2015-10-06

Nuit Blanche 2015 and chinese food

Another year, another Nuit Blanche.
Another Nuit Blanche, another set of adventures.
Another set of adventures; a time to remember... and forget about proper sleep schedules.

I still haven't fully recovered from this year's white night. After spending a few weeks readjusting my sleep schedule, I now find that it is scrambled once again.
Sleep, insomnia, dreams; they've always been recurring themes on this blog, have they not? And so I find that, once again, I must make every effort to normalize after the unavoidable sleep disruption that Nuit Blanche inherently causes.

What I've taken to doing is a cold shower. Every. Morning. Okay, so I can't really call it a cold shower because it's not entirely all cold. But I make sure to have at least 10 seconds of icy cold water flow down so that I can zap the slumber (or lack thereof) out of me. It works quite well at changing my mindset. All the anxious and depressive thoughts that stay captive in my bedroom seem to trickle away when the water hits my skin.

My feelings of inadequacy, of a creative mind burned off by the toils of daily life also seem to momentarily disappear. Just thinking about today's cold shower helps me with the writing I'm doing here as well.

So Nuit Blanche was actually fantastic. I went with a rather large group (for once) and I managed to stick to the group all night. The lot of us ate a delicious but incredibly frustrating meal (and not because of the food, because it was awesome) at a Chinese restaurant downtown. My sister, her roommate, three québécois folk, a British psychologist and her local Torontonian friend, and finally, myself. The reason for the frustration was not what I anticipated: the issue was that two people in the group ordered just like everyone else, and one of them did not get what they ordered and the second just... didn't get anything at all. It took 30 min (we had to run the clock eventually; it was getting ridiculous!) after we were all served for the last guy to get his food, by which time we were all done. So it sucked for him. As for me, my hot pot chicken/ginger/onion dish was really amazing. And quite paleo. And although I can't be 100% sure that there was no gluten in the food, being with newfound friends was enough to make me forget all the trouble of eating like a hunter-gatherer in a modern world.

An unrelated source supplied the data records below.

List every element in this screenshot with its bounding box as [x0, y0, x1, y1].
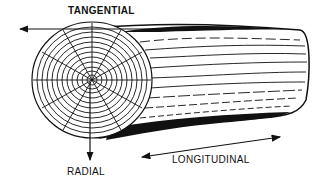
log-illustration: [0, 0, 321, 194]
radial-label: RADIAL: [67, 166, 105, 177]
wood-log-diagram: TANGENTIAL RADIAL LONGITUDINAL: [0, 0, 321, 194]
tangential-label: TANGENTIAL: [68, 5, 135, 16]
end-grain-cross-section: [32, 22, 152, 138]
longitudinal-arrow-right: [210, 137, 280, 147]
longitudinal-label: LONGITUDINAL: [172, 154, 250, 165]
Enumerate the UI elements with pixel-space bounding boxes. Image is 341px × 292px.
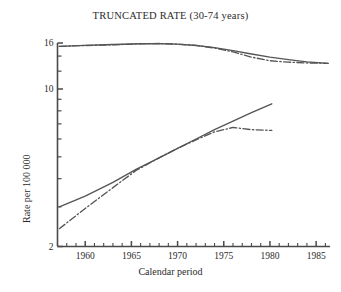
x-tick-label: 1970 <box>168 251 187 261</box>
series-line-upper-observed <box>59 43 328 63</box>
x-tick-label: 1980 <box>260 251 279 261</box>
series-line-lower-observed <box>59 127 271 228</box>
y-tick-label: 10 <box>44 84 54 94</box>
y-tick-label: 16 <box>44 38 54 48</box>
y-axis-tick-labels: 16102 <box>44 38 54 252</box>
y-axis-ticks <box>58 43 64 247</box>
x-tick-label: 1975 <box>214 251 233 261</box>
x-axis-tick-labels: 196019651970197519801985 <box>76 251 326 261</box>
chart-figure: TRUNCATED RATE (30-74 years) Rate per 10… <box>0 0 341 292</box>
series-line-lower-fitted <box>59 104 271 207</box>
plot-area: 16102 196019651970197519801985 <box>0 0 341 292</box>
y-tick-label: 2 <box>49 242 54 252</box>
x-tick-label: 1960 <box>76 251 95 261</box>
axis-lines <box>58 43 331 247</box>
x-tick-label: 1985 <box>307 251 326 261</box>
series-line-upper-fitted <box>59 44 328 64</box>
data-series-group <box>59 43 328 228</box>
x-tick-label: 1965 <box>122 251 141 261</box>
x-axis-ticks <box>58 241 326 247</box>
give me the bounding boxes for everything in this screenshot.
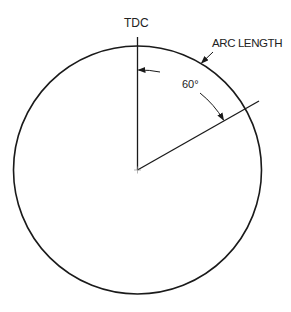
- angle-dimension-arc-right: [200, 93, 224, 120]
- arc-length-diagram: 60° TDC ARC LENGTH: [0, 0, 291, 312]
- arc-length-label: ARC LENGTH: [212, 37, 282, 49]
- arc-length-leader: [202, 52, 214, 63]
- angle-label: 60°: [182, 78, 199, 90]
- center-mark: [134, 167, 141, 174]
- angle-dimension-arc-left: [139, 70, 161, 72]
- angle-radial-line: [138, 101, 260, 170]
- tdc-label: TDC: [124, 16, 149, 30]
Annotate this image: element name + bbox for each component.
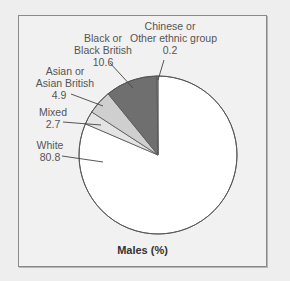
label-mixed-value: 2.7 <box>38 118 68 130</box>
label-white-value: 80.8 <box>36 151 64 163</box>
label-black: Black or Black British 10.6 <box>70 32 136 68</box>
label-asian: Asian or Asian British 4.9 <box>35 65 95 101</box>
label-chinese: Chinese or Other ethnic group 0.2 <box>130 20 210 56</box>
label-mixed-line1: Mixed <box>38 106 68 118</box>
label-chinese-value: 0.2 <box>130 44 210 56</box>
label-mixed: Mixed 2.7 <box>38 106 68 130</box>
label-asian-value: 4.9 <box>23 89 95 101</box>
label-black-line1: Black or <box>70 32 136 44</box>
label-asian-line1: Asian or <box>35 65 95 77</box>
label-white: White 80.8 <box>36 139 64 163</box>
label-chinese-line1: Chinese or <box>130 20 210 32</box>
label-asian-line2: Asian British <box>35 77 95 89</box>
label-chinese-line2: Other ethnic group <box>130 32 210 44</box>
pie-slices <box>79 76 237 234</box>
chart-title: Males (%) <box>18 244 267 256</box>
label-black-line2: Black British <box>70 44 136 56</box>
label-white-line1: White <box>36 139 64 151</box>
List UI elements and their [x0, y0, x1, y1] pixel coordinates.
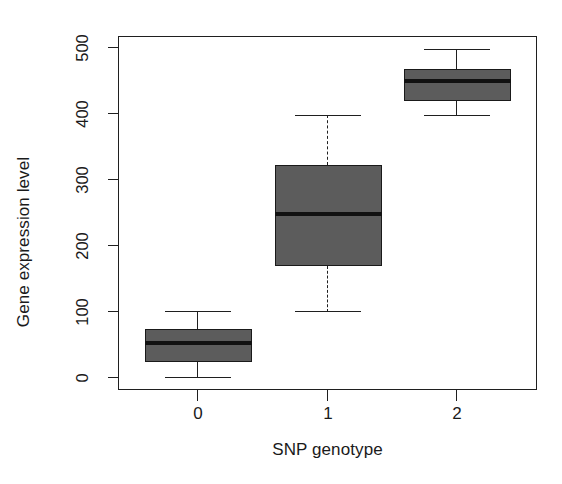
x-axis-tick-label: 1 — [308, 404, 348, 424]
y-axis-tick-label: 500 — [62, 38, 102, 58]
y-axis-tick-label-text: 400 — [73, 100, 92, 128]
y-axis-tick-label: 200 — [62, 236, 102, 256]
lower-whisker — [456, 101, 457, 116]
x-axis-tick — [197, 390, 198, 401]
upper-whisker-cap — [165, 311, 231, 312]
upper-whisker — [456, 49, 457, 69]
y-axis-tick-label-text: 300 — [73, 166, 92, 194]
x-axis-title-text: SNP genotype — [272, 440, 383, 459]
y-axis-tick-label-text: 0 — [73, 373, 92, 382]
y-axis-tick-label: 0 — [62, 368, 102, 388]
upper-whisker — [327, 115, 328, 165]
y-axis-tick-label-text: 200 — [73, 232, 92, 260]
y-axis-tick-label-text: 500 — [73, 34, 92, 62]
median-line — [275, 212, 382, 216]
lower-whisker — [197, 362, 198, 379]
y-axis-title: Gene expression level — [0, 0, 48, 484]
y-axis-tick — [108, 47, 118, 48]
x-axis-tick — [327, 390, 328, 401]
upper-whisker — [197, 312, 198, 329]
upper-whisker-cap — [424, 49, 490, 50]
y-axis-tick-label: 100 — [62, 302, 102, 322]
y-axis-tick — [108, 179, 118, 180]
x-axis-title: SNP genotype — [118, 440, 537, 460]
y-axis-tick-label: 300 — [62, 170, 102, 190]
lower-whisker-cap — [165, 377, 231, 378]
y-axis-tick-label: 400 — [62, 104, 102, 124]
lower-whisker-cap — [424, 115, 490, 116]
boxplot-figure: Gene expression level 010020030040050001… — [0, 0, 562, 484]
y-axis-title-text: Gene expression level — [14, 157, 34, 327]
x-axis-tick — [456, 390, 457, 401]
y-axis-tick — [108, 311, 118, 312]
median-line — [404, 79, 511, 83]
upper-whisker-cap — [295, 115, 361, 116]
y-axis-tick-label-text: 100 — [73, 298, 92, 326]
y-axis-tick — [108, 377, 118, 378]
lower-whisker — [327, 266, 328, 312]
x-axis-tick-label: 2 — [437, 404, 477, 424]
y-axis-tick — [108, 113, 118, 114]
box-iqr — [404, 69, 511, 101]
y-axis-tick — [108, 245, 118, 246]
x-axis-tick-label: 0 — [178, 404, 218, 424]
lower-whisker-cap — [295, 311, 361, 312]
median-line — [145, 341, 252, 345]
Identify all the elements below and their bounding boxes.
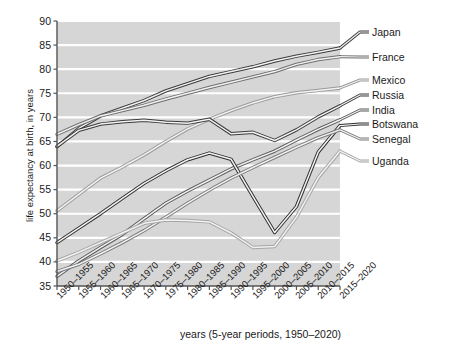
y-tick-label: 35 <box>26 281 51 292</box>
y-tick-label: 50 <box>26 208 51 219</box>
y-tick-label: 80 <box>26 64 51 75</box>
legend-leader-lines <box>340 32 369 161</box>
legend-label-russia: Russia <box>372 89 404 101</box>
y-tick-label: 45 <box>26 232 51 243</box>
legend-label-senegal: Senegal <box>372 133 411 145</box>
x-axis-title: years (5-year periods, 1950–2020) <box>180 328 341 340</box>
legend-label-uganda: Uganda <box>372 155 409 167</box>
y-tick-label: 55 <box>26 184 51 195</box>
legend-label-botswana: Botswana <box>372 118 418 130</box>
y-tick-label: 40 <box>26 256 51 267</box>
leader-outline-russia <box>340 95 369 106</box>
life-expectancy-line-chart: life expectancy at birth, in years years… <box>0 0 462 357</box>
y-tick-label: 75 <box>26 88 51 99</box>
y-tick-label: 70 <box>26 112 51 123</box>
y-tick-label: 85 <box>26 40 51 51</box>
legend-label-france: France <box>372 51 405 63</box>
y-tick-label: 90 <box>26 16 51 27</box>
legend-label-japan: Japan <box>372 26 401 38</box>
leader-outline-japan <box>340 32 369 48</box>
legend-label-mexico: Mexico <box>372 74 405 86</box>
legend-label-india: India <box>372 104 395 116</box>
y-tick-label: 60 <box>26 160 51 171</box>
y-tick-label: 65 <box>26 136 51 147</box>
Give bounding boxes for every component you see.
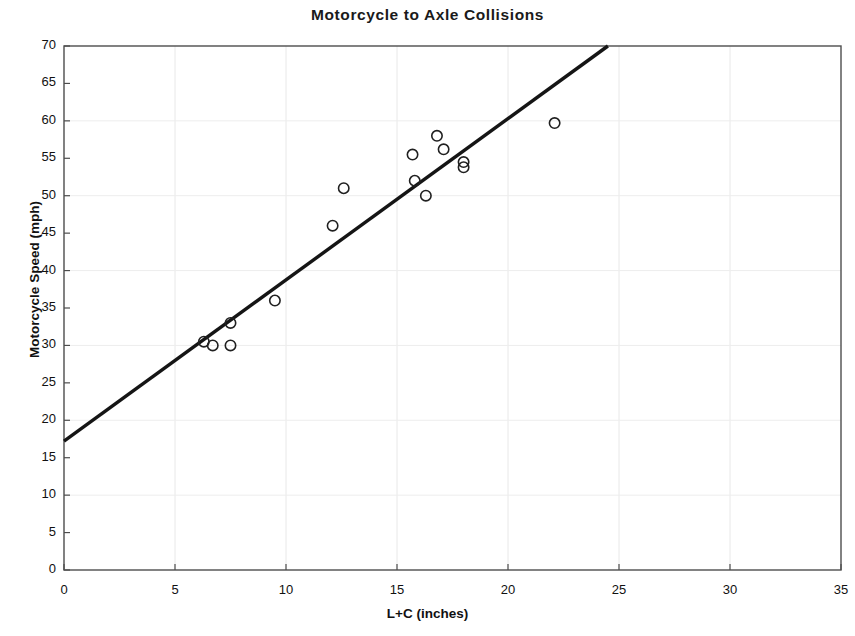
chart-figure: Motorcycle to Axle Collisions Motorcycle… — [0, 0, 855, 636]
data-point — [438, 144, 448, 154]
data-point — [407, 149, 417, 159]
data-points — [199, 118, 560, 351]
data-point — [549, 118, 559, 128]
data-point — [432, 131, 442, 141]
data-point — [327, 220, 337, 230]
plot-area — [0, 0, 855, 636]
plot-frame — [64, 46, 841, 570]
gridlines — [64, 46, 841, 570]
data-point — [339, 183, 349, 193]
data-point — [270, 295, 280, 305]
trend-line — [64, 46, 608, 441]
tick-marks — [64, 46, 841, 570]
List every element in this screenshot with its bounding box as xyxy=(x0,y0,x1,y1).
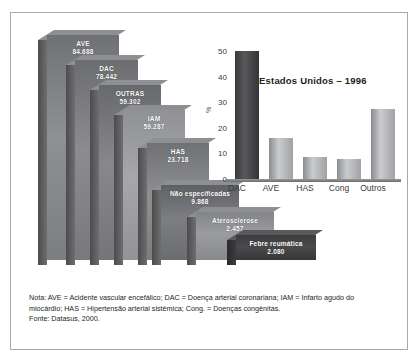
bar-side-face xyxy=(66,65,75,265)
note-source: Fonte: Datasus, 2000. xyxy=(29,314,393,325)
y-tick-10: 10 xyxy=(218,149,227,158)
stair-bar-label: IAM 59.287 xyxy=(123,115,185,131)
x-axis-baseline xyxy=(225,179,401,182)
y-tick-20: 20 xyxy=(218,123,227,132)
inset-bar-dac xyxy=(235,51,259,179)
bar-name: OUTRAS xyxy=(116,90,145,97)
inset-bar-has xyxy=(303,157,327,179)
bar-name: AVE xyxy=(76,40,89,47)
bar-value: 59.287 xyxy=(123,123,185,131)
bar-side-face xyxy=(227,240,236,265)
bar-name: DAC xyxy=(99,65,114,72)
bar-name: Febre reumática xyxy=(249,240,302,247)
bar-side-face xyxy=(187,217,196,265)
y-axis-label: % xyxy=(205,107,212,113)
figure-frame: AVE 84.688 DAC 78.442 OUTRAS 59.302 xyxy=(10,12,408,350)
bar-value: 2.080 xyxy=(236,248,316,256)
y-tick-30: 30 xyxy=(218,98,227,107)
inset-bar-cong xyxy=(337,159,361,179)
inset-bar-ave xyxy=(269,138,293,179)
stair-bar-label: DAC 78.442 xyxy=(75,65,138,81)
us-inset-chart: Estados Unidos – 1996 % 50 40 30 20 10 0… xyxy=(207,47,403,202)
x-label-outros: Outros xyxy=(353,183,393,193)
bar-side-face xyxy=(90,90,99,265)
y-tick-50: 50 xyxy=(218,47,227,56)
bar-side-face xyxy=(152,190,161,265)
stair-bar-label: AVE 84.688 xyxy=(47,40,119,56)
bar-name: Aterosclerose xyxy=(212,217,258,224)
stair-bar-febre-reumatica: Febre reumática 2.080 xyxy=(236,235,316,260)
bar-name: HAS xyxy=(171,148,185,155)
bar-side-face xyxy=(114,115,123,265)
stair-bar-label: Febre reumática 2.080 xyxy=(236,240,316,256)
bar-name: IAM xyxy=(148,115,161,122)
note-line-1: Nota: AVE = Acidente vascular encefálico… xyxy=(29,293,393,304)
inset-plot-area: 50 40 30 20 10 0 xyxy=(231,51,399,179)
note-line-2: miocárdio; HAS = Hipertensão arterial si… xyxy=(29,304,393,315)
y-tick-40: 40 xyxy=(218,72,227,81)
figure-note: Nota: AVE = Acidente vascular encefálico… xyxy=(29,293,393,325)
stair-bar-label: OUTRAS 59.302 xyxy=(99,90,161,106)
bar-side-face xyxy=(38,40,47,265)
stair-bar-label: HAS 23.718 xyxy=(147,148,209,164)
inset-bar-outros xyxy=(371,109,395,179)
bar-side-face xyxy=(138,148,147,265)
bar-value: 23.718 xyxy=(147,156,209,164)
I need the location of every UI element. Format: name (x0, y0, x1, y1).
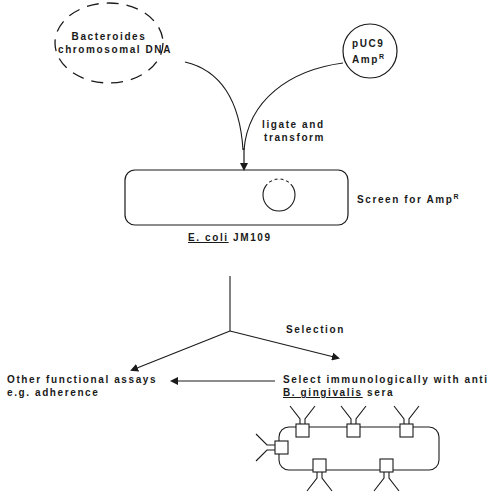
other-assays-label: Other functional assays e.g. adherence (7, 373, 157, 399)
select-immuno-label: Select immunologically with anti B. ging… (283, 373, 489, 399)
dna-curve (185, 62, 243, 150)
screen-ampr-label: Screen for AmpR (357, 190, 460, 206)
ligate-transform-label: ligate and transform (262, 118, 325, 144)
diagram-canvas (0, 0, 494, 496)
bacteroides-dna-label: Bacteroides chromosomal DNA (61, 30, 157, 56)
branch-left-arrow (132, 331, 230, 370)
antibody-bound-cell (256, 406, 439, 491)
selection-label: Selection (286, 323, 345, 336)
ecoli-label: E. coli JM109 (188, 231, 272, 244)
ecoli-cell (125, 170, 348, 225)
puc9-label: pUC9 AmpR (352, 37, 386, 66)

Not many pictures to share (my beautiful camera-phone is now but a broken remnant of its former self), but some highlights include:
  • A white bubble not unlike the ROM's/Science Centre's planetarium projecting natural disasters and a scrolling marquee counting the dead. Very powerful, very intense, very unforgiving.
  • A trade-in centre where I traded in one of the lanterns hanging around my neck for a handmade candlestick holder. I think the idea was to make a meaningful connection between denizens of the Western world and denizens of more (economically) impoverished countries such as Colombia.
  • A voting both where you had to choose between YES for abolishing borders or NO for keeping borders. It was a really ambiguous question... and I voted no. I still wonder why I voted no. So it was a great exhibit, because it stimulated discussion in our group.
  • My personal favourite: A rickety-floating-metal-monkey-dome-cage contraption that was shaped like a doughnut and which made ominous sounds as it was buoyed up on the edge of Lake Ontario
I will make a last commentary here. I don't understand why people feel the need to get absolutely trashed during Nuit Blanche. It's such a shame. There's so much to do! But I get it. It's a pretty special night and I admit that I smiled a couple times at some of the shenanigans that the drinkers were up to.
But the fight I witnessed on the Yonge line at 3 am was NOT cool, and it got to me that a crowd was encouraging two young men to fight in the middle of a subway.

Still, I am looking forward to next year. Maybe my phone will magically fix itself and I'll have a couple o' cool pictures to share. For now, my words will have to do.